Stollsteiner: Purely from the outside – yes. But the question is of course: what is being invested in, in the longer term? There are certain dichotomies in the classic arts. If I hack at a stone too hard, then I will only have crumbs afterwards, but not a sculpture. This can be directly applied to social matters. If I permanently tell my colleague what an idiot he is, then at some point, between us, we will have to patch up a pile of shards. Another example: The group paints an object from different perspectives. You must change your position, or turn the object around, i.e. put yourself completely on the other side. Not only with your head, but with your heart. A good investment!

brand eins: A magic word for the current management generation is networking, especially on the internet. Your art talks about another kind of networking.
Stollsteiner: Internet networking strings together contents, which are often not considered at the same time, in spite of this. For me, networking means perceiving things in their simultaneity. I can do this much more easily in art, if the observer stands in the middle of the installation, and can no longer hide themselves. A network only starts when I feel that I am in the middle of it, because I am a permanent designer instead of just an observer.

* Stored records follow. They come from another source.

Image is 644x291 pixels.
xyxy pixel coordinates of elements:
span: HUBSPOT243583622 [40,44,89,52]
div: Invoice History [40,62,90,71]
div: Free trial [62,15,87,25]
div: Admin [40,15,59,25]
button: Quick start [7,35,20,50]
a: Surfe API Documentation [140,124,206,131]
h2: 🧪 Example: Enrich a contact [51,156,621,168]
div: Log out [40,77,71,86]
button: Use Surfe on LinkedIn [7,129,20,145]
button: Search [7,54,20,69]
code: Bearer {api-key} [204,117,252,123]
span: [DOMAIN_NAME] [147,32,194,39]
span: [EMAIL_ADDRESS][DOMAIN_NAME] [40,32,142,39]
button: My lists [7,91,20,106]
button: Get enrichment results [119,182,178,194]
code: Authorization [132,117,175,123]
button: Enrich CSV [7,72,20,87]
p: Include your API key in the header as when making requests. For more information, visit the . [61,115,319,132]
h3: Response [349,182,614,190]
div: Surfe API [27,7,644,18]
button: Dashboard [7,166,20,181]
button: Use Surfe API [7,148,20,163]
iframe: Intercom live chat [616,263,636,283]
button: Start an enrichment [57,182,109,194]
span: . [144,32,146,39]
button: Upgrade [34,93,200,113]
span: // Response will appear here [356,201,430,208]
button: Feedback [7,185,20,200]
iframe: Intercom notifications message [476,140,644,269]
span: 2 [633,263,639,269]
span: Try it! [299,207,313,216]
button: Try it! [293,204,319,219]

On the internet, you mostly get the impression, what is happening in front of me has nothing to do with me, and yet it changes my world dramatically. That triggers righteous anger in me! In the centre of my installations, the observer is free to decide, to expose themselves to the tension, and in this way, allow inner images to emerge in their own self. Many new media plaster me with external images, until I am completely stuck together.

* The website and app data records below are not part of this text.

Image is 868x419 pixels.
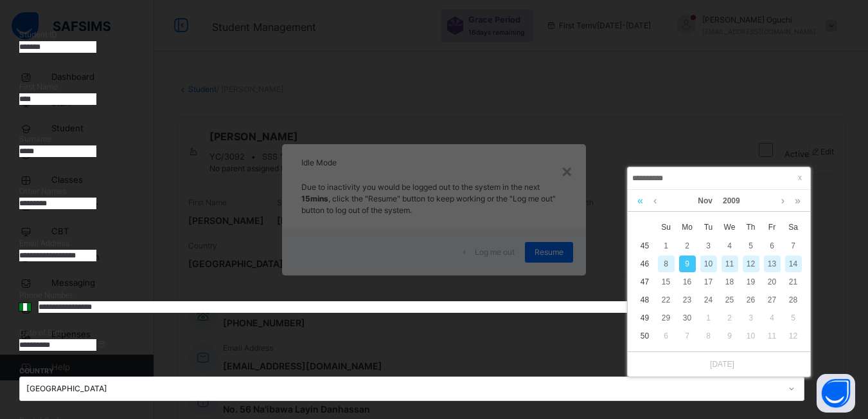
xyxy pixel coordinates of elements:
div: 3 [743,309,760,326]
label: Email Address [19,238,70,248]
div: 11 [722,255,738,272]
a: [DATE] [704,358,735,370]
td: November 8, 2009 [655,254,677,273]
div: 10 [701,255,718,272]
div: 8 [658,255,675,272]
th: Tue [698,218,719,237]
div: 16 [679,274,696,290]
div: 18 [722,274,738,290]
div: 13 [764,255,781,272]
td: December 11, 2009 [762,327,783,345]
div: 2 [722,309,738,326]
a: Next month (PageDown) [778,190,788,212]
span: We [719,221,740,233]
td: 47 [635,273,655,291]
th: Thu [740,218,762,237]
td: December 7, 2009 [677,327,698,345]
div: 30 [679,309,696,326]
td: December 9, 2009 [719,327,740,345]
label: Phone Number [19,290,72,300]
th: Fri [762,218,783,237]
th: Wed [719,218,740,237]
td: November 20, 2009 [762,273,783,291]
div: 24 [701,292,718,308]
td: November 2, 2009 [677,237,698,254]
span: Tu [698,221,719,233]
td: 48 [635,291,655,308]
div: 15 [658,274,675,290]
label: Date of Birth [19,328,64,338]
div: 6 [764,238,781,254]
td: December 4, 2009 [762,308,783,327]
td: November 12, 2009 [740,254,762,273]
div: 4 [764,309,781,326]
div: 26 [743,292,760,308]
td: December 2, 2009 [719,308,740,327]
a: Nov [693,190,718,212]
td: December 10, 2009 [740,327,762,345]
td: December 3, 2009 [740,308,762,327]
th: Sat [783,218,804,237]
label: Student ID [19,30,57,39]
span: Sa [783,221,804,233]
div: 5 [743,238,760,254]
div: 29 [658,309,675,326]
div: 12 [743,255,760,272]
div: 17 [701,274,718,290]
div: 14 [786,255,802,272]
td: November 28, 2009 [783,291,804,308]
div: 28 [786,292,802,308]
td: 46 [635,254,655,273]
td: November 30, 2009 [677,308,698,327]
td: November 24, 2009 [698,291,719,308]
div: 1 [701,309,718,326]
div: 10 [743,328,760,344]
div: 6 [658,328,675,344]
a: Last year (Control + left) [635,190,647,212]
td: November 11, 2009 [719,254,740,273]
td: November 7, 2009 [783,237,804,254]
div: 25 [722,292,738,308]
td: December 5, 2009 [783,308,804,327]
td: November 17, 2009 [698,273,719,291]
div: 4 [722,238,738,254]
button: Open asap [817,374,856,412]
div: 7 [679,328,696,344]
div: 2 [679,238,696,254]
a: Next year (Control + right) [792,190,804,212]
td: November 1, 2009 [655,237,677,254]
td: November 25, 2009 [719,291,740,308]
div: 7 [786,238,802,254]
span: COUNTRY [19,367,54,375]
td: November 27, 2009 [762,291,783,308]
td: November 26, 2009 [740,291,762,308]
td: November 21, 2009 [783,273,804,291]
td: November 29, 2009 [655,308,677,327]
td: 49 [635,308,655,327]
th: Mon [677,218,698,237]
label: Other Names [19,186,66,195]
td: December 6, 2009 [655,327,677,345]
td: November 13, 2009 [762,254,783,273]
td: November 19, 2009 [740,273,762,291]
label: First Name [19,81,58,91]
div: 8 [701,328,718,344]
div: 5 [786,309,802,326]
td: November 5, 2009 [740,237,762,254]
td: 45 [635,237,655,254]
div: 20 [764,274,781,290]
td: November 6, 2009 [762,237,783,254]
div: 27 [764,292,781,308]
label: Surname [19,134,51,144]
div: 9 [722,328,738,344]
a: 2009 [718,190,746,212]
a: Previous month (PageUp) [650,190,660,212]
div: 3 [701,238,718,254]
div: 12 [786,328,802,344]
td: December 1, 2009 [698,308,719,327]
td: November 14, 2009 [783,254,804,273]
td: November 23, 2009 [677,291,698,308]
span: Mo [677,221,698,233]
td: November 16, 2009 [677,273,698,291]
span: Fr [762,221,783,233]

brand eins: So, should IT companies in particular, computer start-ups, the networked and decentralized treat themselves to your art seminars?
Stollsteiner: In the IT sector, it can be read the most clearly, what is currently happening socially. People live even more drastically there than elsewhere. No longer with haptic, palpable processes. They are permanently looking in from the outside, on a flood of information, and control an enormous amount, with an equal amount of responsibility. The medium can rob you of physicality and feeling. So, it would be very valuable for this sector to feel again: what am I actually creating in the world and how, even for myself?

brand eins: What percentage turnover and profit increase can you guarantee me as an entrepreneur, if I hire you for an employee seminar?
Stollsteiner: In the short term I don’t guarantee anything. In artistic discussion, processual thinking is taught, and personal potential is experienced. The extent to which the participants will introduce these experiences into the company organisation, remains unknown. It is about the individual abilities of the people, not their skills. I never train towards the short-term goals of a company. You have to want to permanently maintain the process. Also with pain, and even detachment, if someone discovers: my self no longer fits into this company.